The last bastions of long-term project financing in India seem to be crumbling. ICICI Bank recently decided to quietly shutter its project finance division. Public sector banks who have accounted for the bulk of industrial lending in recent years may not overtly say it, but they too have been withdrawing from long-term industrial loans to focus on shorter-term retail and working capital loans. After all, it was the project lending binge during the boom years of 2003 to 2010 that left them with their current burden of non-performing loans, that have proved a dead weight on their balance sheets.
Even with the new Bankruptcy Code in place, seizing control of and liquidating those assets is proving a Herculean task. The proximate reason that banks cite for their retreat from project lending is the lack of demand, given the stalled capex cycle. But even if demand picks up, it is very doubtful if banks will return to this business. It is certainly no coincidence that every financial institution in India that has attempted to focus on project lending in the past has come to grief. After pouring subsidised government funds into unviable steel, textile and engineering projects in the pre-liberalisation era, development finance institutions IFCI, ICICI and IDBI had to pivot to other forms of lending to survive. IDFC and IL&FS, which stepped in to fund the later telecom, power and airport projects, have come a cropper too with the former splintering and the latter collapsing. Of late, questions are even being raised about the sustainability of sovereign-backed entities such as NHAI that have drawn on unlimited credit lines to fund the infrastructure buildout.
These failures essentially underline structural problems that bedevil long-term project financiers in India. One, given the dearth of long-term funding sources from a rudimentary bond market, project lenders need to constantly battle asset-liability mismatches that leave their balance sheets highly vulnerable to turbulence. Two, lenders across the spectrum have displayed poor appraisal skills in their complete inability to assess project cash flows over a complete cycle. Three, the parlous state of corporate governance has led to widespread gold-plating of project costs that masks funds diversion by promoters, sometimes in collusion with lending officials. Finally, the scams, collusion and rent-seeking have triggered over-the-top judicial interventions, leading to a logjam in land acquisition, natural resource allocation and pricing, halting even legitimate projects in their tracks.
These are in fact the reasons why any renewed attempt to re-start the project lending cycle in India must address these imponderables, instead of reinventing the erstwhile development finance institutions in new avatars. Project financiers, to succeed in India, will need access to long-term funds from a deep bond market, specialist project appraisal skills relevant to their specific sectors and concerted government effort to clear the logjams in getting the projects off the ground, while being required to conduct stringent on-ground checks on the end-use of funds.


* Task to carry out
Make the copy match the entries below exactly, with no pictures carried over.

Entries from a visual dataset
□ □ □ □ □ □ □

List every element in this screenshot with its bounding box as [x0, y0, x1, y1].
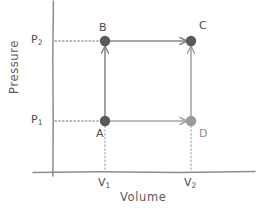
x-tick-sub-v1: 1	[106, 181, 111, 190]
y-tick-base-p2: P	[31, 33, 38, 46]
y-tick-label-p1: P1	[31, 113, 42, 126]
x-tick-label-v2: V2	[184, 176, 196, 189]
point-label-d: D	[199, 127, 207, 140]
data-point-b	[100, 36, 110, 46]
x-tick-base-v2: V	[184, 176, 192, 189]
point-label-a: A	[96, 127, 104, 140]
axis-lines	[33, 1, 255, 176]
x-tick-base-v1: V	[98, 176, 106, 189]
x-tick-label-v1: V1	[98, 176, 110, 189]
y-axis-line	[53, 1, 54, 176]
point-label-b: B	[99, 21, 107, 34]
data-point-d	[186, 116, 196, 126]
y-tick-base-p1: P	[31, 113, 38, 126]
state-points	[100, 36, 196, 126]
y-tick-label-p2: P2	[31, 33, 42, 46]
pv-diagram-figure: Pressure Volume P2 P1 V1 V2 A B C D	[0, 0, 262, 209]
plot-area	[0, 0, 262, 209]
y-tick-sub-p1: 1	[38, 118, 43, 127]
x-tick-sub-v2: 2	[192, 181, 197, 190]
y-axis-title: Pressure	[7, 37, 21, 97]
process-paths	[105, 41, 191, 121]
y-tick-sub-p2: 2	[38, 38, 43, 47]
x-axis-line	[33, 172, 255, 173]
guide-lines	[55, 41, 191, 172]
point-label-c: C	[199, 19, 207, 32]
data-point-c	[186, 36, 196, 46]
data-point-a	[100, 116, 110, 126]
x-axis-title: Volume	[120, 190, 166, 204]
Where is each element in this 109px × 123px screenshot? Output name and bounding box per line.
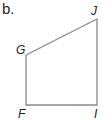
vertex-label-g: G xyxy=(16,43,25,57)
vertex-label-f: F xyxy=(18,107,26,121)
vertex-label-j: J xyxy=(90,4,98,18)
quadrilateral-shape xyxy=(26,19,97,105)
quadrilateral-figure: G J I F xyxy=(0,0,109,123)
vertex-label-i: I xyxy=(94,107,98,121)
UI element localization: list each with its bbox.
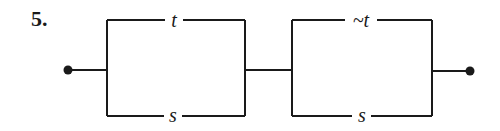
left-terminal-dot-icon <box>64 66 73 75</box>
circuit-figure: 5. t s ~t s <box>0 0 500 131</box>
block2-top-label: ~t <box>353 9 370 31</box>
circuit-diagram: t s ~t s <box>0 0 500 131</box>
block2-bottom-label: s <box>358 104 366 126</box>
block1-top-label: t <box>171 9 177 31</box>
right-terminal-dot-icon <box>466 67 475 76</box>
block1-bottom-label: s <box>169 104 177 126</box>
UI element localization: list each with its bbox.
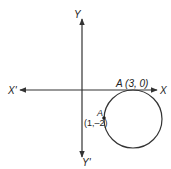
point-a-1-minus-2-name: A bbox=[96, 108, 103, 118]
x-prime-axis-label: X' bbox=[7, 85, 18, 96]
point-a-3-0-label: A (3, 0) bbox=[115, 78, 148, 89]
y-prime-axis-label: Y' bbox=[82, 157, 92, 168]
x-axis-label: X bbox=[159, 85, 167, 96]
y-axis-label: Y bbox=[74, 9, 82, 20]
point-a-1-minus-2-coords: (1,–2) bbox=[84, 118, 108, 128]
diagram-canvas: Y Y' X' X A (3, 0) A (1,–2) bbox=[0, 0, 171, 169]
circle bbox=[104, 90, 162, 148]
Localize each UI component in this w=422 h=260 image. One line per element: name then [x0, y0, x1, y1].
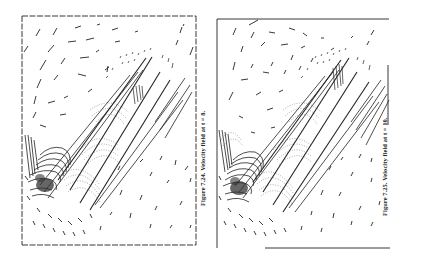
figure-caption-7-25: Figure 7.25. Velocity field at t = 10. — [381, 117, 388, 216]
diagonal-plate — [253, 58, 369, 212]
vector-arrows — [24, 24, 193, 236]
figure-7-25: Figure 7.25. Velocity field at t = 10. — [211, 0, 422, 260]
diagonal-plate — [58, 57, 170, 210]
wake-streaks — [235, 70, 389, 212]
velocity-field-plot-t8 — [0, 0, 211, 260]
velocity-field-plot-t10 — [211, 0, 422, 260]
domain-boundary — [22, 16, 196, 245]
figure-caption-7-24: Figure 7.24. Velocity field at t = 8. — [199, 111, 206, 206]
wake-streaks — [40, 70, 192, 208]
dense-vectors-upper — [301, 48, 370, 90]
vortex-core — [230, 177, 248, 195]
vortex-core — [35, 174, 54, 192]
figure-7-24: Figure 7.24. Velocity field at t = 8. — [0, 0, 211, 260]
dense-vectors-upper — [106, 48, 173, 104]
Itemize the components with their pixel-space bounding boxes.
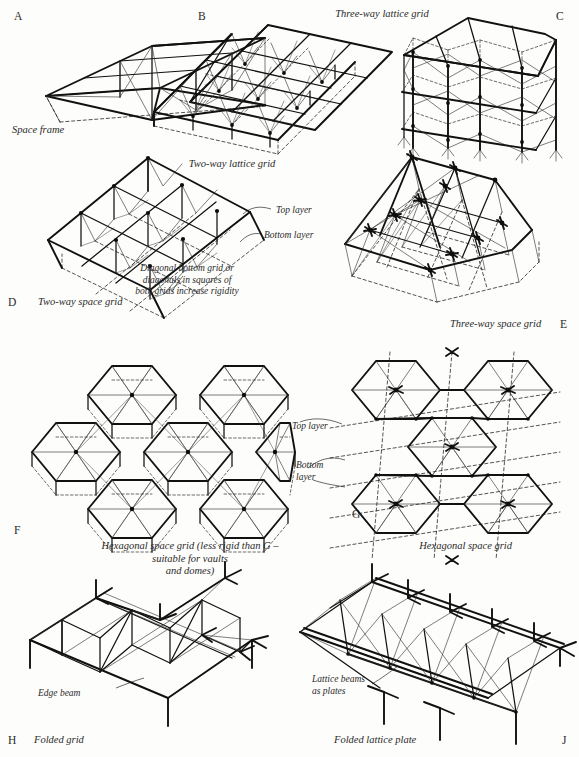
panel-letter-c: C — [556, 10, 564, 22]
annotation-top-layer-d: Top layer — [276, 205, 312, 217]
panel-b-drawing — [154, 25, 392, 154]
annotation-lattice-beams-as-plates: Lattice beams as plates — [312, 674, 365, 697]
panel-j-drawing — [296, 564, 576, 750]
caption-hexagonal-space-grid-f: Hexagonal space grid (less rigid than G … — [60, 540, 320, 578]
annotation-bottom-layer-d: Bottom layer — [264, 230, 313, 242]
panel-g-drawing — [300, 348, 560, 564]
annotation-bottom-layer-g: Bottom layer — [296, 460, 323, 483]
caption-hexagonal-space-grid-g: Hexagonal space grid — [392, 540, 512, 553]
caption-folded-grid: Folded grid — [34, 734, 84, 747]
panel-letter-a: A — [14, 10, 23, 22]
panel-letter-g: G — [352, 508, 361, 520]
panel-letter-j: J — [562, 734, 567, 746]
panel-h-drawing — [30, 562, 268, 726]
annotation-top-layer-g: Top layer — [292, 421, 328, 433]
panel-f-drawing — [32, 366, 296, 552]
caption-two-way-lattice-grid: Two-way lattice grid — [172, 158, 292, 171]
panel-letter-e: E — [560, 318, 567, 330]
annotation-diagonal-bottom-grid: Diagonal bottom grid or diagonals in squ… — [90, 263, 284, 298]
panel-letter-b: B — [198, 10, 206, 22]
panel-letter-d: D — [8, 296, 17, 308]
figure-sheet: A B C D E F G H J Space frame Two-way la… — [0, 0, 579, 757]
panel-letter-h: H — [8, 734, 17, 746]
caption-two-way-space-grid: Two-way space grid — [38, 296, 122, 309]
annotation-edge-beam: Edge beam — [38, 688, 80, 700]
panel-c-drawing — [398, 18, 562, 163]
caption-folded-lattice-plate: Folded lattice plate — [334, 734, 416, 747]
panel-letter-f: F — [14, 524, 21, 536]
panel-e-drawing — [345, 151, 539, 302]
figure-linework — [0, 0, 579, 757]
caption-space-frame: Space frame — [12, 124, 64, 137]
caption-three-way-space-grid: Three-way space grid — [450, 318, 541, 331]
caption-three-way-lattice-grid: Three-way lattice grid — [322, 8, 442, 21]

□ □ □ □ □ □ □

* Output for this task
List every element in this screenshot with its bounding box as [x0, y0, x1, y1].
x-tick-sub-v1: 1	[106, 181, 111, 190]
y-tick-base-p2: P	[31, 33, 38, 46]
y-tick-label-p1: P1	[31, 113, 42, 126]
x-tick-label-v2: V2	[184, 176, 196, 189]
point-label-d: D	[199, 127, 207, 140]
data-point-b	[100, 36, 110, 46]
x-tick-base-v2: V	[184, 176, 192, 189]
point-label-a: A	[96, 127, 104, 140]
axis-lines	[33, 1, 255, 176]
x-tick-base-v1: V	[98, 176, 106, 189]
x-tick-label-v1: V1	[98, 176, 110, 189]
y-axis-line	[53, 1, 54, 176]
point-label-b: B	[99, 21, 107, 34]
data-point-d	[186, 116, 196, 126]
y-tick-base-p1: P	[31, 113, 38, 126]
state-points	[100, 36, 196, 126]
y-tick-label-p2: P2	[31, 33, 42, 46]
pv-diagram-figure: Pressure Volume P2 P1 V1 V2 A B C D	[0, 0, 262, 209]
plot-area	[0, 0, 262, 209]
y-tick-sub-p1: 1	[38, 118, 43, 127]
x-tick-sub-v2: 2	[192, 181, 197, 190]
y-axis-title: Pressure	[7, 37, 21, 97]
process-paths	[105, 41, 191, 121]
y-tick-sub-p2: 2	[38, 38, 43, 47]
x-axis-line	[33, 172, 255, 173]
guide-lines	[55, 41, 191, 172]
point-label-c: C	[199, 19, 207, 32]
data-point-c	[186, 36, 196, 46]
data-point-a	[100, 116, 110, 126]
x-axis-title: Volume	[120, 190, 166, 204]
Where is each element in this 109px × 123px screenshot? Output name and bounding box per line.
vertex-label-g: G xyxy=(16,43,25,57)
vertex-label-f: F xyxy=(18,107,26,121)
vertex-label-j: J xyxy=(90,4,98,18)
quadrilateral-shape xyxy=(26,19,97,105)
quadrilateral-figure: G J I F xyxy=(0,0,109,123)
vertex-label-i: I xyxy=(94,107,98,121)
UI element localization: list each with its bbox.
left-terminal-dot-icon <box>64 66 73 75</box>
circuit-figure: 5. t s ~t s <box>0 0 500 131</box>
block2-top-label: ~t <box>353 9 370 31</box>
circuit-diagram: t s ~t s <box>0 0 500 131</box>
block2-bottom-label: s <box>358 104 366 126</box>
block1-top-label: t <box>171 9 177 31</box>
right-terminal-dot-icon <box>466 67 475 76</box>
block1-bottom-label: s <box>169 104 177 126</box>
UI element localization: list each with its bbox.
point-a-1-minus-2-name: A bbox=[96, 108, 103, 118]
x-prime-axis-label: X' bbox=[7, 85, 18, 96]
point-a-3-0-label: A (3, 0) bbox=[115, 78, 148, 89]
y-prime-axis-label: Y' bbox=[82, 157, 92, 168]
x-axis-label: X bbox=[159, 85, 167, 96]
y-axis-label: Y bbox=[74, 9, 82, 20]
point-a-1-minus-2-coords: (1,–2) bbox=[84, 118, 108, 128]
diagram-canvas: Y Y' X' X A (3, 0) A (1,–2) bbox=[0, 0, 171, 169]
circle bbox=[104, 90, 162, 148]
Localize each UI component in this w=422 h=260 image. One line per element: name then [x0, y0, x1, y1].
figure-caption-7-25: Figure 7.25. Velocity field at t = 10. — [381, 117, 388, 216]
diagonal-plate — [253, 58, 369, 212]
vector-arrows — [24, 24, 193, 236]
figure-7-25: Figure 7.25. Velocity field at t = 10. — [211, 0, 422, 260]
diagonal-plate — [58, 57, 170, 210]
wake-streaks — [235, 70, 389, 212]
velocity-field-plot-t8 — [0, 0, 211, 260]
velocity-field-plot-t10 — [211, 0, 422, 260]
domain-boundary — [22, 16, 196, 245]
figure-caption-7-24: Figure 7.24. Velocity field at t = 8. — [199, 111, 206, 206]
wake-streaks — [40, 70, 192, 208]
dense-vectors-upper — [301, 48, 370, 90]
vortex-core — [230, 177, 248, 195]
vortex-core — [35, 174, 54, 192]
figure-7-24: Figure 7.24. Velocity field at t = 8. — [0, 0, 211, 260]
dense-vectors-upper — [106, 48, 173, 104]
Itemize the components with their pixel-space bounding boxes.
panel-letter-c: C — [556, 10, 564, 22]
annotation-top-layer-d: Top layer — [276, 205, 312, 217]
panel-b-drawing — [154, 25, 392, 154]
annotation-lattice-beams-as-plates: Lattice beams as plates — [312, 674, 365, 697]
panel-j-drawing — [296, 564, 576, 750]
caption-hexagonal-space-grid-f: Hexagonal space grid (less rigid than G … — [60, 540, 320, 578]
annotation-bottom-layer-d: Bottom layer — [264, 230, 313, 242]
panel-g-drawing — [300, 348, 560, 564]
annotation-bottom-layer-g: Bottom layer — [296, 460, 323, 483]
caption-hexagonal-space-grid-g: Hexagonal space grid — [392, 540, 512, 553]
caption-folded-grid: Folded grid — [34, 734, 84, 747]
panel-letter-a: A — [14, 10, 23, 22]
panel-letter-g: G — [352, 508, 361, 520]
panel-letter-j: J — [562, 734, 567, 746]
panel-h-drawing — [30, 562, 268, 726]
annotation-top-layer-g: Top layer — [292, 421, 328, 433]
panel-f-drawing — [32, 366, 296, 552]
caption-two-way-lattice-grid: Two-way lattice grid — [172, 158, 292, 171]
panel-letter-e: E — [560, 318, 567, 330]
annotation-diagonal-bottom-grid: Diagonal bottom grid or diagonals in squ… — [90, 263, 284, 298]
panel-letter-b: B — [198, 10, 206, 22]
panel-letter-d: D — [8, 296, 17, 308]
figure-sheet: A B C D E F G H J Space frame Two-way la… — [0, 0, 579, 757]
panel-letter-h: H — [8, 734, 17, 746]
caption-two-way-space-grid: Two-way space grid — [38, 296, 122, 309]
annotation-edge-beam: Edge beam — [38, 688, 80, 700]
panel-c-drawing — [398, 18, 562, 163]
caption-folded-lattice-plate: Folded lattice plate — [334, 734, 416, 747]
panel-letter-f: F — [14, 524, 21, 536]
panel-e-drawing — [345, 151, 539, 302]
figure-linework — [0, 0, 579, 757]
caption-space-frame: Space frame — [12, 124, 64, 137]
caption-three-way-space-grid: Three-way space grid — [450, 318, 541, 331]
caption-three-way-lattice-grid: Three-way lattice grid — [322, 8, 442, 21]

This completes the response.